I think part of what's happened is that "identity" used to more or less match reality, and if it didn't, it was recognised that something was amiss. People knew what sex they were (as they do know, pretty much everyone knows) and to claim to be the opposite sex generally had to mean that the person was either delusional/insane, or pretending, e.g. in disguise. A man's self-image/"identity" as a good, upstanding man would generally involve not going into women's spaces - whether because he cared about not upsetting women, or because he didn't want the stigma of being seen to be a dodgy perv or predator (even if he would be if he could get away with it).
What we have since trans became a thing - initially in the 20th century, then on steroids in the last decade - is this idea that a man can BE a woman in some sense. (and vice versa of course, but the reverse situation doesn't carry the same risks - except, of course, to the females involved, TM themselves).
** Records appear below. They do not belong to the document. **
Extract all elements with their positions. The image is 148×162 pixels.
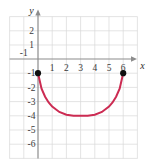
left-endpoint-dot (35, 70, 41, 76)
x-axis-arrow (131, 56, 137, 61)
coordinate-plane-figure: y x -1 1 2 3 4 5 6 2 1 -1 -2 -3 -4 -5 -6 (0, 0, 148, 162)
x-tick-label: 5 (107, 63, 112, 73)
x-tick-label: 3 (78, 63, 83, 73)
y-tick-label: -4 (28, 111, 36, 121)
x-tick-label: 4 (92, 63, 97, 73)
y-tick-label: 2 (29, 26, 34, 36)
y-tick-label: 1 (29, 40, 34, 50)
chart-svg: y x -1 1 2 3 4 5 6 2 1 -1 -2 -3 -4 -5 -6 (0, 0, 148, 162)
y-tick-labels: 2 1 -1 -2 -3 -4 -5 -6 (28, 26, 36, 149)
x-tick-label: 1 (50, 63, 55, 73)
y-tick-label: -2 (28, 83, 36, 93)
x-axis-label: x (139, 60, 145, 71)
x-tick-label: 2 (64, 63, 69, 73)
right-endpoint-dot (120, 70, 126, 76)
y-tick-label: -6 (28, 139, 36, 149)
y-axis-label: y (28, 5, 34, 16)
x-tick-label: -1 (20, 48, 28, 58)
x-tick-labels: -1 1 2 3 4 5 6 (20, 48, 126, 73)
y-tick-label: -1 (28, 68, 36, 78)
y-tick-label: -3 (28, 97, 36, 107)
axis-arrowheads (35, 10, 137, 62)
y-axis-arrow (35, 10, 40, 16)
y-tick-label: -5 (28, 125, 36, 135)
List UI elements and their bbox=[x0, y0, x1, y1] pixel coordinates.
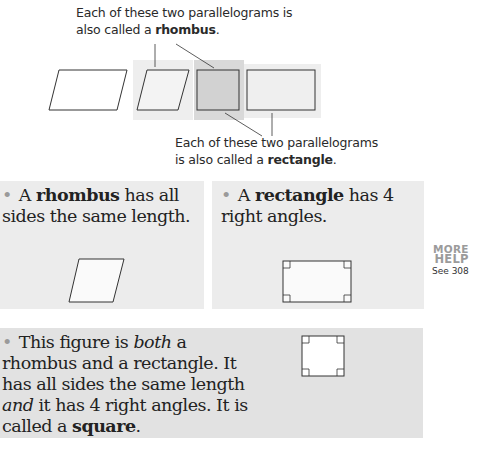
caption-line: Each of these two parallelograms is bbox=[76, 4, 292, 21]
rhombus-description: •A rhombus has all sides the same length… bbox=[2, 185, 198, 227]
rectangle-caption: Each of these two parallelograms is also… bbox=[175, 134, 378, 168]
caption-line: is also called a rectangle. bbox=[175, 151, 378, 168]
rectangle-description: •A rectangle has 4 right angles. bbox=[221, 185, 421, 227]
box-text: A bbox=[238, 185, 255, 205]
square-description: •This figure is both a rhombus and a rec… bbox=[2, 332, 252, 437]
box-text: This figure is bbox=[19, 332, 134, 352]
square-shape bbox=[197, 70, 239, 110]
rectangle-shape bbox=[247, 70, 315, 110]
rectangle-info-box: •A rectangle has 4 right angles. bbox=[212, 181, 424, 309]
parallelogram-shape bbox=[49, 70, 127, 110]
caption-line: Each of these two parallelograms bbox=[175, 134, 378, 151]
bullet-icon: • bbox=[221, 185, 231, 205]
bullet-icon: • bbox=[2, 185, 12, 205]
square-diagram bbox=[301, 335, 347, 379]
more-help-page-ref: See 308 bbox=[432, 265, 469, 277]
rectangle-diagram bbox=[282, 260, 356, 306]
caption-term: rhombus bbox=[155, 22, 216, 37]
box-emphasis: both bbox=[133, 332, 171, 352]
box-term: rhombus bbox=[36, 185, 119, 205]
box-term: rectangle bbox=[255, 185, 344, 205]
box-emphasis: and bbox=[2, 395, 33, 415]
caption-text: . bbox=[216, 22, 220, 37]
bullet-icon: • bbox=[2, 332, 12, 352]
box-text: . bbox=[136, 416, 141, 436]
more-help-link[interactable]: MORE HELP See 308 bbox=[432, 244, 469, 277]
caption-text: is also called a bbox=[175, 152, 268, 167]
caption-text: . bbox=[333, 152, 337, 167]
square-info-box: •This figure is both a rhombus and a rec… bbox=[0, 328, 423, 438]
caption-term: rectangle bbox=[268, 152, 333, 167]
rhombus-caption: Each of these two parallelograms is also… bbox=[76, 4, 292, 38]
rhombus-info-box: •A rhombus has all sides the same length… bbox=[0, 181, 204, 309]
rhombus-diagram bbox=[68, 256, 128, 306]
caption-text: also called a bbox=[76, 22, 155, 37]
more-help-label: HELP bbox=[432, 254, 469, 265]
box-term: square bbox=[72, 416, 136, 436]
box-text: A bbox=[19, 185, 36, 205]
caption-line: also called a rhombus. bbox=[76, 21, 292, 38]
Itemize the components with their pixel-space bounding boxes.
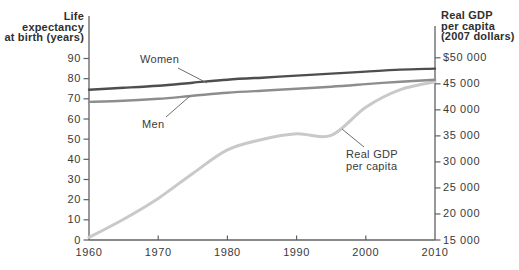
left-axis-tick-label: 50 — [68, 134, 81, 145]
annotation-gdp-label-line: Real GDP — [346, 149, 398, 161]
left-axis-tick-label: 80 — [68, 73, 81, 84]
left-axis-tick-label: 90 — [68, 53, 81, 64]
right-axis-tick-label: 25 000 — [443, 182, 480, 193]
annotation-leader-women — [178, 68, 207, 83]
annotation-men: Men — [142, 119, 164, 131]
annotation-leader-gdp — [342, 129, 364, 147]
x-axis-tick-label: 1980 — [207, 247, 247, 258]
right-axis-tick-label: $50 000 — [443, 52, 487, 63]
left-axis-title-line: Life — [4, 11, 84, 22]
right-axis-tick-label: 45 000 — [443, 78, 480, 89]
left-axis-tick-label: 40 — [68, 154, 81, 165]
left-axis-tick-label: 70 — [68, 93, 81, 104]
right-axis-tick-label: 15 000 — [443, 235, 480, 246]
right-axis-title-line: Real GDP — [441, 10, 515, 21]
right-axis-tick-label: 20 000 — [443, 208, 480, 219]
series-line-women — [89, 69, 435, 90]
annotation-gdp-label-line: per capita — [346, 161, 398, 173]
left-axis-tick-label: 60 — [68, 114, 81, 125]
right-axis-tick-label: 35 000 — [443, 130, 480, 141]
x-axis-tick-label: 1990 — [277, 247, 317, 258]
right-axis-tick-label: 30 000 — [443, 156, 480, 167]
x-axis-tick-label: 1970 — [138, 247, 178, 258]
left-axis-title-line: at birth (years) — [4, 32, 84, 43]
left-axis-tick-label: 10 — [68, 214, 81, 225]
annotation-gdp: Real GDP per capita — [346, 149, 398, 172]
annotation-leader-men — [166, 96, 190, 117]
left-axis-tick-label: 30 — [68, 174, 81, 185]
right-axis-title: Real GDP per capita (2007 dollars) — [441, 10, 515, 42]
x-axis-tick-label: 2010 — [415, 247, 455, 258]
left-axis-tick-label: 20 — [68, 194, 81, 205]
x-axis-tick-label: 1960 — [69, 247, 109, 258]
x-axis-tick-label: 2000 — [346, 247, 386, 258]
left-axis-title: Life expectancy at birth (years) — [4, 11, 84, 43]
annotation-women: Women — [140, 54, 179, 66]
left-axis-tick-label: 0 — [74, 235, 81, 246]
right-axis-tick-label: 40 000 — [443, 104, 480, 115]
annotation-men-label: Men — [142, 118, 164, 130]
life-expectancy-gdp-chart: Life expectancy at birth (years) Real GD… — [0, 0, 519, 270]
right-axis-title-line: (2007 dollars) — [441, 31, 515, 42]
annotation-women-label: Women — [140, 53, 179, 65]
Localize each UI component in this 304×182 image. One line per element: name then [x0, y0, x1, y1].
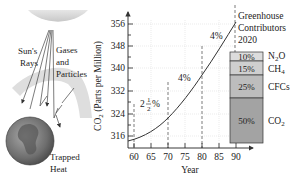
x-tick-label: 85 — [214, 152, 224, 162]
x-tick-label: 70 — [163, 152, 173, 162]
rate-label-2-5pct: 2 1 2 % — [140, 96, 160, 113]
suns-rays-label-line1: Sun's — [18, 46, 38, 56]
rate-label-80s: 4% — [210, 31, 223, 41]
bar-title-line3: 2020 — [238, 35, 257, 45]
bar-pct-n2o: 10% — [238, 52, 255, 62]
y-tick-label: 340 — [111, 63, 126, 73]
suns-rays-label-line2: Rays — [20, 58, 38, 68]
y-tick-label: 332 — [111, 86, 126, 96]
y-tick-label: 356 — [111, 19, 126, 29]
y-ticks — [128, 24, 133, 136]
bar-title-line1: Greenhouse — [238, 11, 283, 21]
y-tick-labels: 356 348 340 332 324 316 — [111, 19, 126, 141]
x-tick-label: 90 — [231, 152, 241, 162]
x-tick-label: 65 — [146, 152, 156, 162]
gas-label-co2: CO2 — [268, 116, 285, 128]
bar-pct-co2: 50% — [238, 116, 255, 126]
greenhouse-illustration: Sun's Rays Gases and Particles Trapped H… — [6, 10, 92, 174]
y-tick-label: 324 — [111, 109, 126, 119]
gases-label-line3: Particles — [56, 69, 87, 79]
gases-label-line2: and — [56, 57, 69, 67]
gases-pointer — [62, 88, 74, 103]
trapped-heat-label-line2: Heat — [50, 164, 67, 174]
bar-pct-ch4: 15% — [238, 64, 255, 74]
y-tick-label: 348 — [111, 41, 126, 51]
svg-text:1: 1 — [147, 96, 151, 104]
co2-chart: 356 348 340 332 324 316 60 65 70 75 80 8… — [93, 5, 253, 175]
gas-label-ch4: CH4 — [268, 64, 285, 76]
x-tick-labels: 60 65 70 75 80 85 90 — [129, 152, 241, 162]
x-ticks — [134, 143, 236, 148]
bar-pct-cfcs: 25% — [238, 82, 255, 92]
svg-text:2: 2 — [147, 105, 151, 113]
bar-title-line2: Contributors — [238, 23, 286, 33]
trapped-heat-label-line1: Trapped — [50, 152, 80, 162]
x-tick-label: 60 — [129, 152, 139, 162]
greenhouse-contributors-bar: Greenhouse Contributors 2020 10% 15% 25%… — [230, 11, 290, 143]
x-axis-label: Year — [181, 165, 199, 175]
y-axis-label: CO2 (Parts per Million) — [93, 41, 105, 131]
gas-label-n2o: N2O — [268, 51, 285, 63]
gas-label-cfcs: CFCs — [268, 82, 290, 92]
rate-label-70s: 4% — [178, 73, 191, 83]
x-tick-label: 80 — [197, 152, 207, 162]
svg-text:2: 2 — [140, 99, 145, 109]
sun-shape — [28, 10, 88, 22]
y-tick-label: 316 — [111, 131, 126, 141]
figure: Sun's Rays Gases and Particles Trapped H… — [0, 0, 304, 182]
gases-label-line1: Gases — [56, 45, 78, 55]
x-tick-label: 75 — [180, 152, 190, 162]
svg-text:%: % — [152, 99, 160, 109]
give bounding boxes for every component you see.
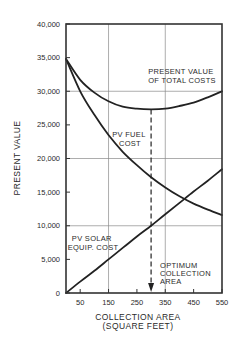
gridlines	[66, 24, 222, 293]
x-axis-ticks: 50150250350450550	[76, 289, 228, 307]
y-tick-label: 25,000	[37, 120, 60, 129]
y-tick-label: 20,000	[37, 154, 60, 163]
x-axis-subtitle: (SQUARE FEET)	[103, 321, 174, 331]
solar-equip-cost-label: PV SOLAR EQUIP. COST	[68, 234, 119, 252]
total-cost-label: PRESENT VALUE OF TOTAL COSTS	[148, 67, 216, 85]
y-tick-label: 15,000	[37, 188, 60, 197]
optimum-area-label: OPTIMUM COLLECTION AREA	[160, 261, 213, 286]
y-tick-label: 40,000	[37, 20, 60, 29]
y-tick-label: 30,000	[37, 87, 60, 96]
y-axis-title: PRESENT VALUE	[12, 121, 22, 196]
x-tick-label: 250	[131, 298, 144, 307]
x-tick-label: 50	[76, 298, 84, 307]
x-tick-label: 450	[187, 298, 200, 307]
x-tick-label: 350	[159, 298, 172, 307]
chart: 05,00010,00015,00020,00025,00030,00035,0…	[0, 0, 241, 343]
data-series	[66, 59, 222, 293]
y-tick-label: 0	[56, 289, 60, 298]
y-axis-ticks: 05,00010,00015,00020,00025,00030,00035,0…	[37, 20, 70, 298]
arrow-down-icon	[148, 283, 154, 292]
x-tick-label: 550	[216, 298, 229, 307]
y-tick-label: 5,000	[41, 255, 60, 264]
y-tick-label: 35,000	[37, 53, 60, 62]
x-tick-label: 150	[102, 298, 115, 307]
y-tick-label: 10,000	[37, 221, 60, 230]
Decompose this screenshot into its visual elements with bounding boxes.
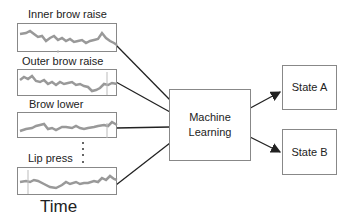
signal-label-inner-brow-raise: Inner brow raise [28, 8, 107, 20]
state-b-box: State B [282, 129, 337, 175]
state-b-label: State B [291, 145, 327, 160]
signal-label-lip-press: Lip press [28, 152, 73, 164]
signal-label-brow-lower: Brow lower [29, 98, 83, 110]
machine-learning-line1: Machine [189, 110, 232, 125]
machine-learning-line2: Learning [189, 125, 232, 140]
state-a-box: State A [282, 65, 337, 110]
machine-learning-box: Machine Learning [169, 89, 251, 161]
time-axis-label: Time [40, 197, 77, 217]
signal-plot-lip-press [17, 167, 117, 195]
signal-plot-outer-brow-raise [17, 69, 117, 96]
signal-plot-brow-lower [17, 112, 117, 138]
state-a-label: State A [292, 80, 327, 95]
signal-label-outer-brow-raise: Outer brow raise [22, 55, 103, 67]
signal-plot-inner-brow-raise [17, 23, 117, 52]
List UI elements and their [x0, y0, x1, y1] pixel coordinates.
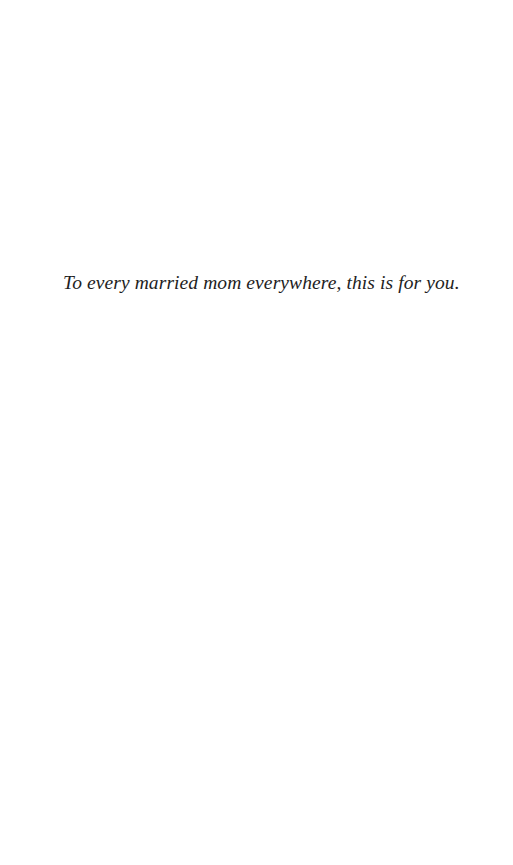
- dedication-page: To every married mom everywhere, this is…: [0, 0, 513, 865]
- dedication-text: To every married mom everywhere, this is…: [63, 272, 460, 294]
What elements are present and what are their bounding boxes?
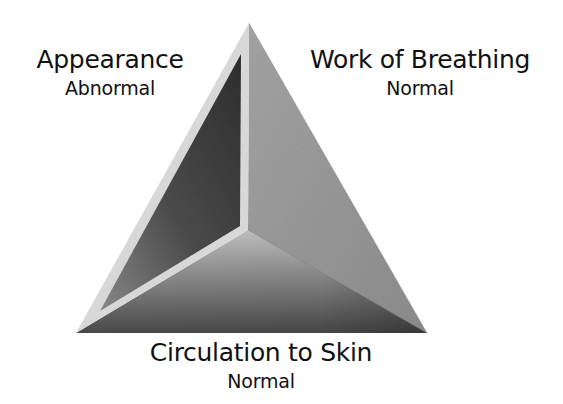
appearance-status: Abnormal: [22, 79, 198, 98]
circulation-to-skin-status: Normal: [132, 372, 390, 391]
label-circulation-to-skin: Circulation to Skin Normal: [132, 340, 390, 391]
label-appearance: Appearance Abnormal: [22, 47, 198, 98]
work-of-breathing-title: Work of Breathing: [296, 47, 544, 72]
appearance-title: Appearance: [22, 47, 198, 72]
label-work-of-breathing: Work of Breathing Normal: [296, 47, 544, 98]
circulation-to-skin-title: Circulation to Skin: [132, 340, 390, 365]
work-of-breathing-status: Normal: [296, 79, 544, 98]
pediatric-assessment-triangle: Appearance Abnormal Work of Breathing No…: [0, 0, 563, 404]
That "identity" can be the opposite of reality. That's what trans is - it's not your identity as a gay person, or a particular ethnicity, or your class or whatever, based on the real facts about you. It is by definition identifying as something you're not and cannot be, and then trying to change definitions of words to make that a "reality".
Once you do that and it takes hold, then it is really hard to "police" and to ask the question "are you really female" of everyone who approaches a female-only space. It never worked like that before. It worked because of a general agreement that going in the opposite sex's space wasn't something you'd want to do, because only someone very questionable or odd would do that.
Just as now, we have a big stigma about people who "identify" as a race they are not and basically treat them with derision. They may exist, but the reason there aren't loads of them is because it's not a concept that has become accepted and put into law and pushed at kids and rewarded with being treated as a sacred caste. if it was, it would attract all sorts of people overnight for a variety of reasons (attention-seeking, gaining opportunities, seeking a solution to MH problems, wanting to be seen as cool, etc etc), just as "trans" does now.
It would also be hard to police "is that person really black" or "is that person really under 18" or "is that person really disabled" if there was a huge explosion of people "identifying" as what they are not in these categories and it being seen as some kind of right that everyone had to agree with their "identity" instead of the reality. It's not always easy to police those things now - and yet we do - with a combination of laws, registration systems and social expectation/stigma.